My previous blog located both Section 8
and “half-way houses” as issues that would bedevil Norristown after the mid-70s, and reminded readers
that Norristown’s decline had begun much earlier than that. My book, What
Killed Downtown? identified the collapse of Main Street as virtually
complete by 1975, making it perhaps the first component of decline to fully
manifest itself. I concluded the blog
with a reminder that Norristown police were forced to institute a K-9 patrol on
Main Street in 1972 to assure a public grown nervous over crime, years before
anyone had even heard of “Section 8.”
If we can’t blame Section 8 or
“half-way houses” for problems that had surfaced earlier, then perhaps we can accept
that Norristown’s problems—and, by extension, those of so many other
municipalities—were both broader and grew from deeper roots than can be
explained by any simple reference to one or two specific actions. Those of you who cannot accept this had best
cease reading here, as the discovery of facts can have a disturbing effect on
one’s preconceptions, and I would not wish to be held responsible.
By the mid-1970s Norristown, in company
with countless other urban communities of all sizes, had already seen a
substantial number of its more affluent and more connected residents flee to
suburban lifestyles of varying economic wealth.
The buzzword for this migration is “white flight.” An interviewee in my book summed it up by
saying “We all eventually sold to black people.” In Norristown’s case, the
image is incomplete. While middle and
even working class families were leaving in the 50s and 60s, their more
affluent neighbors had already left. By
1950, the borough’s traditional economic and political elite, the descendants
of those who had arrived the earliest, had already exited the mansions on
DeKalb and West Main Streets, often for the “Main Line.” There is a substantial argument to be made
that they did not leave because black people were moving into the neighborhood,
but because Italians were.
Norristown’s history, like that of so
many other municipalities, is the story of successive waves of immigrants
arriving, exhibiting their strange languages and customs and disconcerting the
existing population, even when the municipal services we take for granted today
barely existed, and those that did hardly constituted a tax burden. But to focus on ethnicity or race with the
perspective we now have is to miss the fundamental point. That point is economic: each wave of arrivals was of a lower economic
standing; a better life was their common reason for coming in the first place.
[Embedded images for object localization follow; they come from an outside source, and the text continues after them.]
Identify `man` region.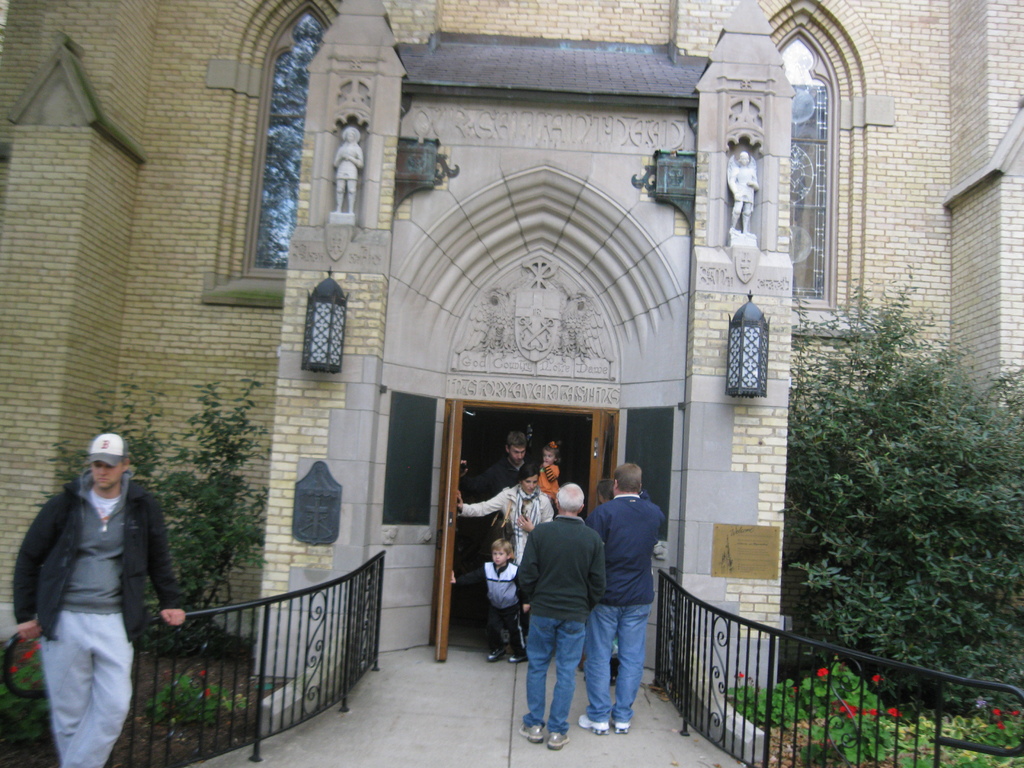
Region: box=[584, 465, 666, 732].
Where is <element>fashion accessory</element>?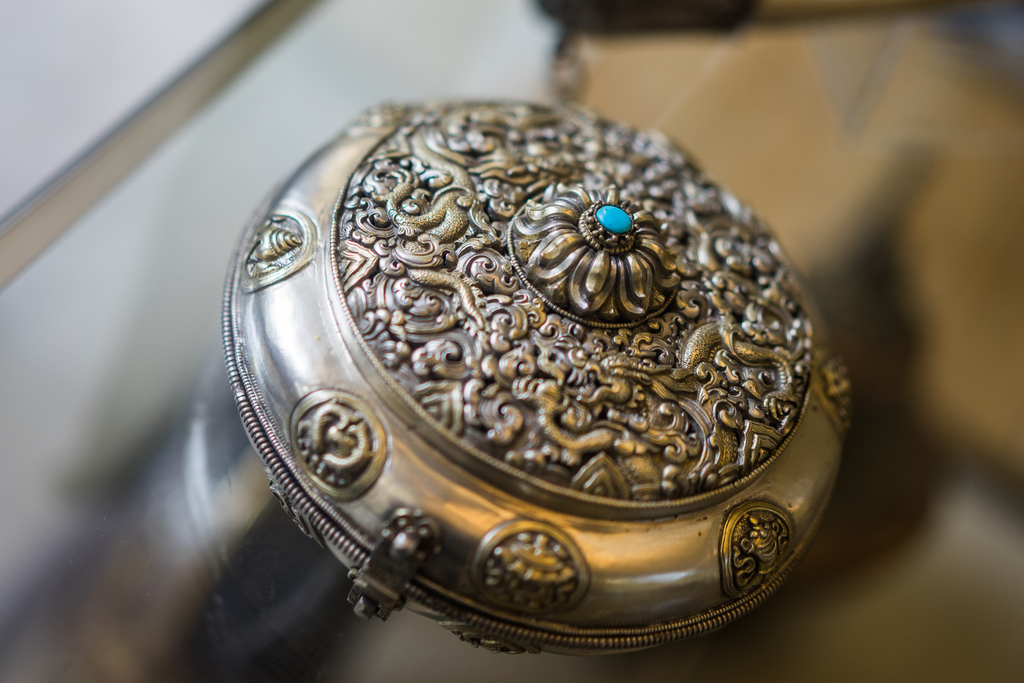
left=218, top=92, right=856, bottom=657.
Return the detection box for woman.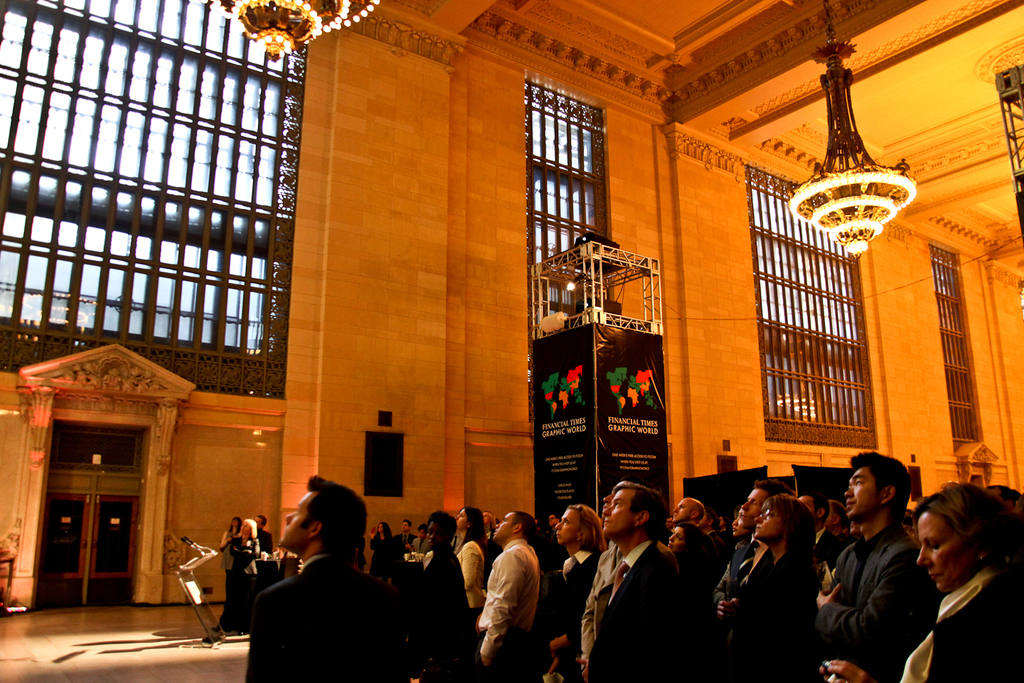
368, 522, 400, 587.
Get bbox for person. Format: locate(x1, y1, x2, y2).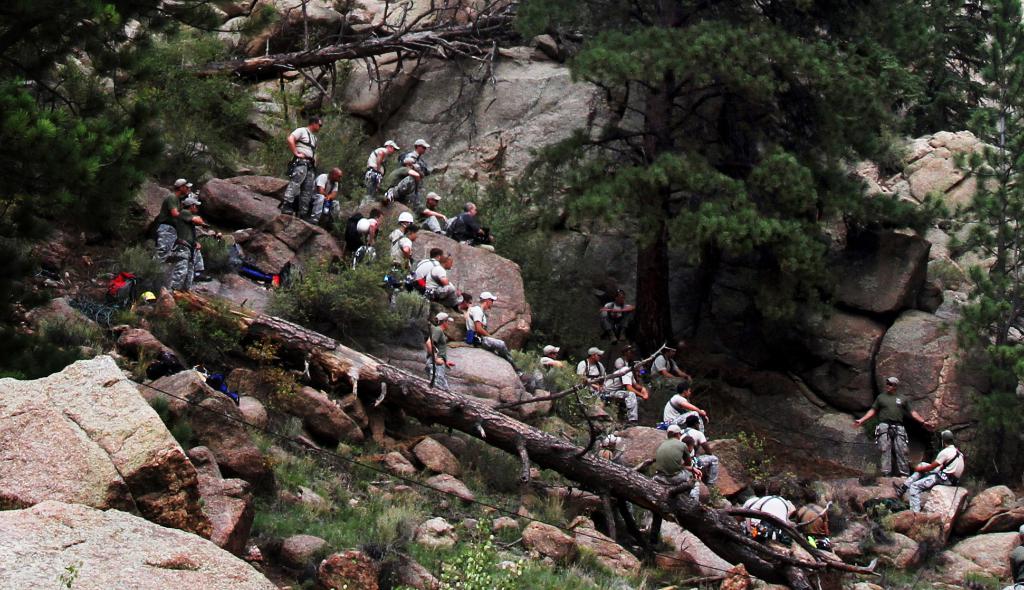
locate(383, 154, 422, 209).
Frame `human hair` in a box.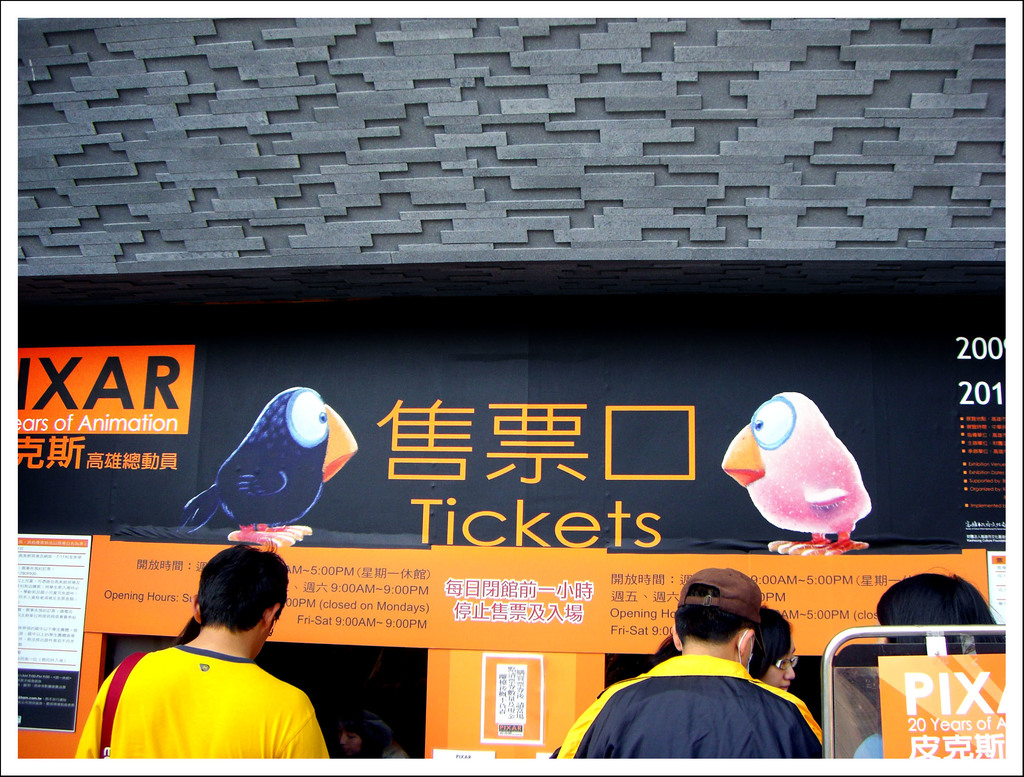
198 544 291 631.
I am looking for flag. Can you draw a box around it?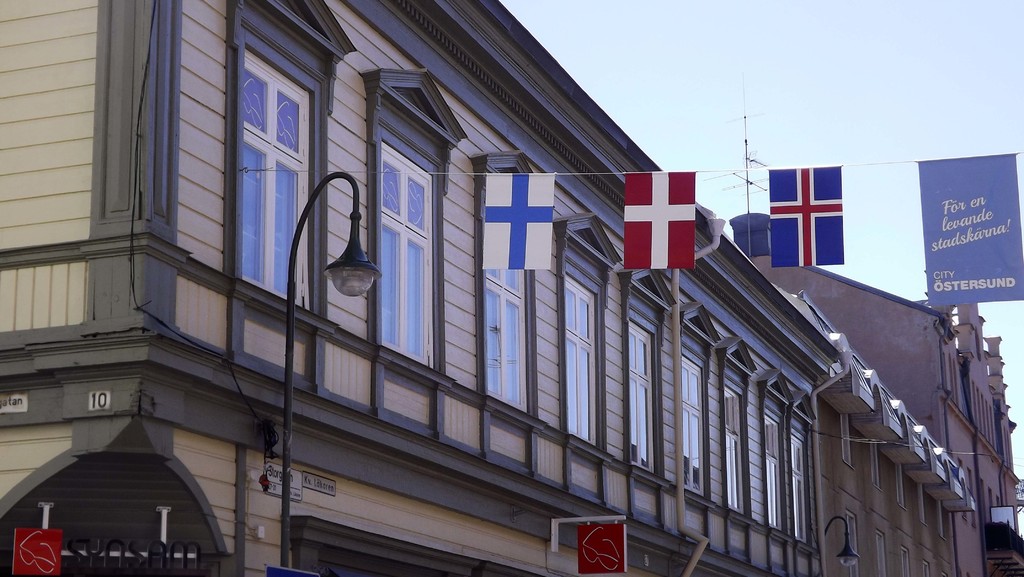
Sure, the bounding box is box(481, 173, 553, 275).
In the 20th century, Norristown’s
population changes, while producing a statistically stable overall population
(the number of those arriving was very close to the number of those leaving), had
an enormous cumulative financial impact.
Very broadly phrased, the 20th century saw the steady departure of those
residents whose economic contribution to the borough exceeded their need for
services, to be replaced by those whose need for services exceeded their
economic contributions. Within this
context, the most valid one in a worldwide market economy and local tax-based
services, race or ethnicity become the irrelevancies they are. In fact, to blame an ethnicity or race is to
serve those groups whose economic power do the actual manipulating, to their
own profit.
Today’s call to properly understand how
“the more things change” is this: the occupation of “slumlord” has proven to
be historically profitable long before Columbus ever saw the Atlantic Ocean. Here in America all that has ever been
required is identifying a community with depressed property values (although an
inattentive or corrupt municipal administration is always desirable). Local slumlords profited by cramming poor
immigrant Italians into the East End in the late 19th and early 20th
centuries, and the process has continued, shifting to African-Americans, and
more recently, Hispanics.
I will end this brief introduction to an enormously
complicated issue by offering a thesis that is likely to raise the hackles of
many:
Section 8 housing and
half-way houses were a SYMPTOM, not a CAUSE, of Norristown’s decline. They would both enlarge and accelerate that
decline, but to focus on them (and explicitly or implicitly, their inhabitants)
is to blame the victim, not the perpetrator.
Let’s hear what you think of that thought (I can’t wait!),
and in future posts I will elaborate and explain why I believe it to be true.